The break-even formula, derived from first principles.
Break-even is the point at which total revenue equals total cost. From that one-line statement the unit and revenue formulas follow algebraically. This page walks the derivation, runs three worked examples, and lists the assumptions that quietly do the heavy lifting.
1. The starting equation
At break-even, total revenue equals total cost. Total revenue is unit price P multiplied by quantity sold Q. Total cost is fixed cost F (a flat sum independent of Q) plus variable cost per unit V multiplied by Q:
P · Q = F + V · Q
Solve for Q: subtract V·Q from both sides, factor Q, divide:
Q = F / (P − V)
The denominator P − V is the contribution margin per unit: the amount each unit sold contributes toward covering fixed cost and, beyond break-even, toward profit. The break-even unit count is therefore fixed cost divided by contribution margin per unit.
2. Break-even in revenue (the dollar version)
For service businesses with no clear “unit,” or for multi-product businesses, break-even in revenue is more useful. Multiply both sides by P:
RevenueBE = F / [(P − V) / P] = F / CM%
Where CM% is the contribution-margin ratio — contribution margin expressed as a percentage of price. A 40 % contribution-margin business with $40,000 of monthly fixed cost breaks even at $40,000 / 0.40 = $100,000 of monthly revenue.
3. Worked example: Columbus coffee cart
Monthly fixed costs (cart lease, permit, insurance, owner’s draw): $4,800. Variable cost per cup (beans, milk, cup, lid, sleeve, sugar, payment-processor fee): $1.10. Price per cup: $5.00. Contribution margin per cup: $3.90. Break-even units per month: $4,800 / $3.90 = 1,231 cups. At 25 operating days that is 49 cups per day. The owner sets a target of 60 cups per day to clear the break-even threshold with a margin of safety.
4. Worked example: SaaS startup
Monthly fixed cost (engineering payroll, office, founder draw): $72,000. Variable cost per subscription (hosting allocation, payment processor, support cost amortised across customer base): $3.40. Price per subscription: $29.00. Contribution margin per subscription: $25.60. Break-even subscriptions: 72,000 / 25.60 = 2,813 active subscriptions. The founders compare this to their current 920 subscribers and determine they need 3.06× growth to break even — a useful concrete number that recasts the runway question.
5. Worked example: graphic-design freelancer
Monthly fixed costs (rent on shared studio, software subscriptions, owner’s draw): $6,500. Variable cost per project (stock-photo licences, courier, payment processing): $120. Price per project: $1,400. Contribution margin per project: $1,280. Break-even projects per month: 6,500 / 1,280 = 5.08 projects. Round up to six. Pipeline planning becomes: deliver six paid projects per month, or restructure fixed cost.
6. The assumptions that quietly do the work
Four assumptions hold the formula together:
- Linear cost behaviour. Fixed cost is constant, variable cost per unit is constant. In reality fixed costs step (you hire a second person at some volume threshold) and variable costs curve (bulk discounts, learning effects).
- Single product or stable mix. Multi-product break-even uses a weighted-average contribution margin; if your sales mix shifts, the break-even number shifts even if no individual product’s economics changes.
- Production equals sales. The model treats every unit produced as sold. If you build inventory ahead of demand, the cash break-even is later than the accounting break-even.
- Costs are correctly classified. The single most common error in practice. The fixed vs variable page exists for exactly this reason.
7. When the formula stops being useful
The break-even formula is most useful in the planning horizon over which the linear-cost assumption is approximately true — typically one to three months for a growing business, longer for a mature one. Beyond that horizon, fixed costs step, variable costs curve, and the sales mix shifts. Re-run the calculation quarterly with refreshed inputs rather than treating one number as a permanent target.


● WHAT YOU NEED TO DO: Skipping each picture, output the entries exactly as they stand below.

(DATA FOR THIS TASK begins)

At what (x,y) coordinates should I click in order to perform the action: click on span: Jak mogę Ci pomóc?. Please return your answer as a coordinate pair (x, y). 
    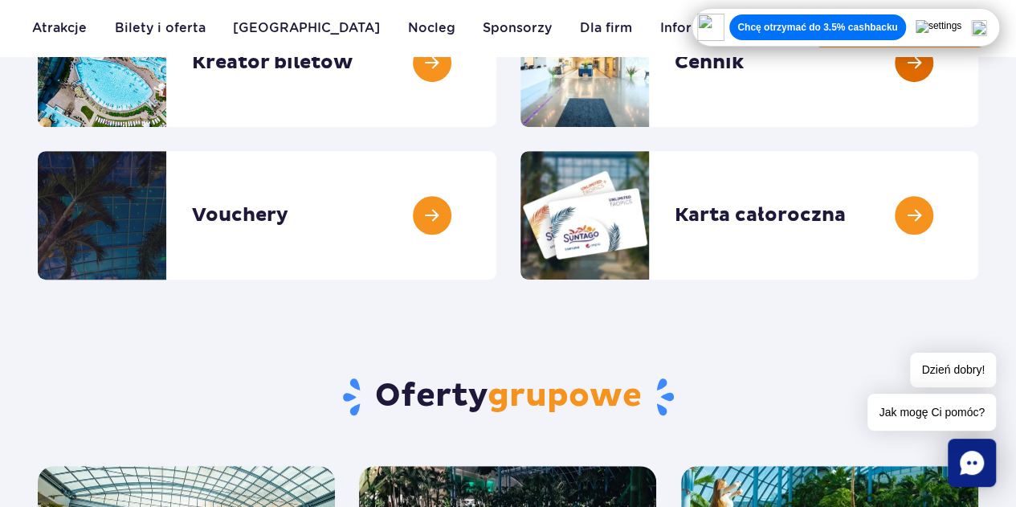
    Looking at the image, I should click on (932, 412).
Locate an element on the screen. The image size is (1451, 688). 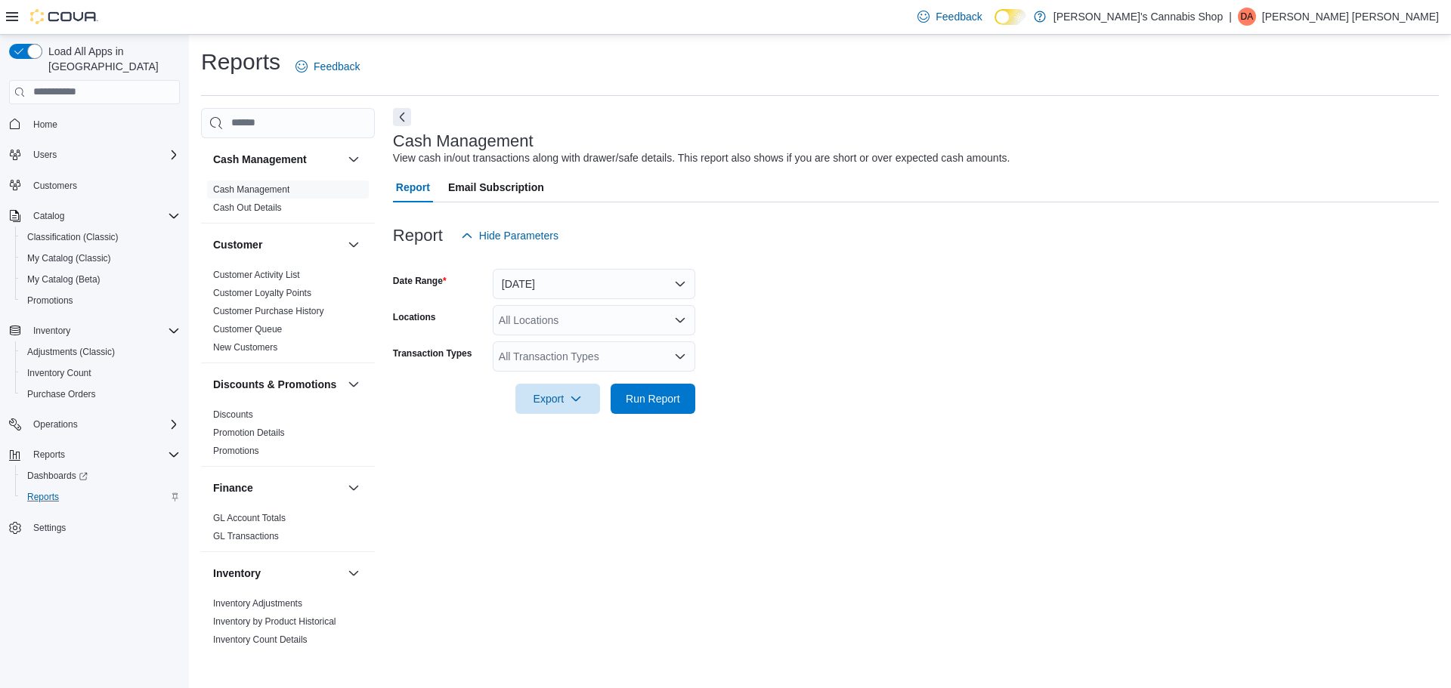
button: Home is located at coordinates (94, 124).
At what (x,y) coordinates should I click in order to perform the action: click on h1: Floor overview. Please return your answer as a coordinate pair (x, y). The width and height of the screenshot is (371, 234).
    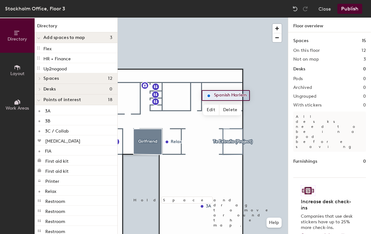
    Looking at the image, I should click on (329, 25).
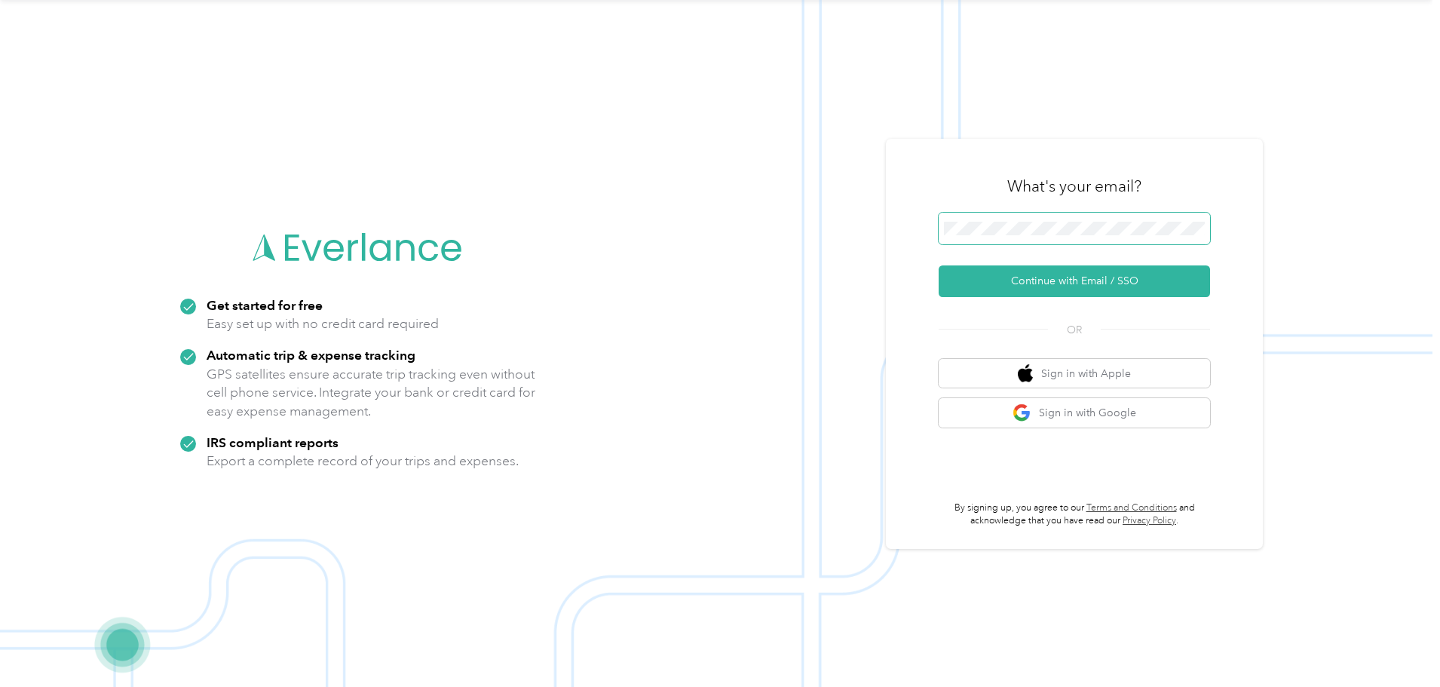 Image resolution: width=1440 pixels, height=687 pixels. What do you see at coordinates (1025, 373) in the screenshot?
I see `img: apple logo` at bounding box center [1025, 373].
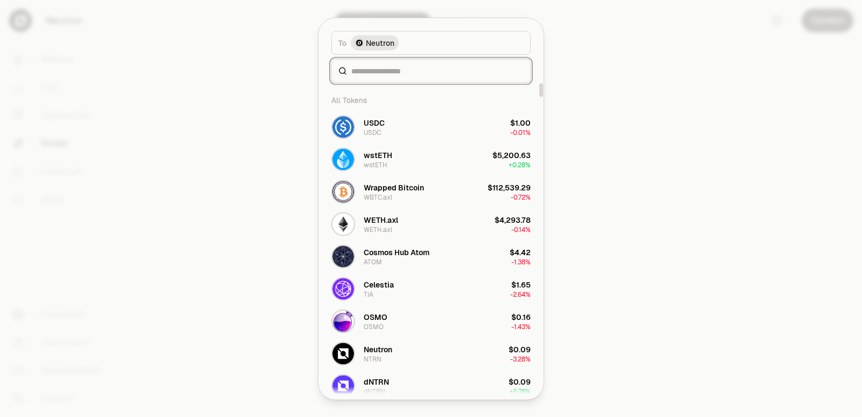 The height and width of the screenshot is (417, 862). Describe the element at coordinates (372, 358) in the screenshot. I see `div: NTRN` at that location.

(DATA FOR THIS TASK ends)

● RESULT OF THE EXERCISE:
At what (x,y) coordinates should I click in order to perform the action: click on span: Jak mogę Ci pomóc?. Please return your answer as a coordinate pair (x, y). 
    Looking at the image, I should click on (932, 412).
Locate an element on the screen. The image size is (1451, 688). 
button: Home is located at coordinates (94, 124).
At what (x,y) coordinates should I click in order to perform the action: click on h1: Floor overview. Please return your answer as a coordinate pair (x, y). The width and height of the screenshot is (371, 234).
    Looking at the image, I should click on (329, 25).
 Image resolution: width=1440 pixels, height=687 pixels. What do you see at coordinates (1025, 373) in the screenshot?
I see `img: apple logo` at bounding box center [1025, 373].
 The height and width of the screenshot is (417, 862). Describe the element at coordinates (372, 358) in the screenshot. I see `div: NTRN` at that location.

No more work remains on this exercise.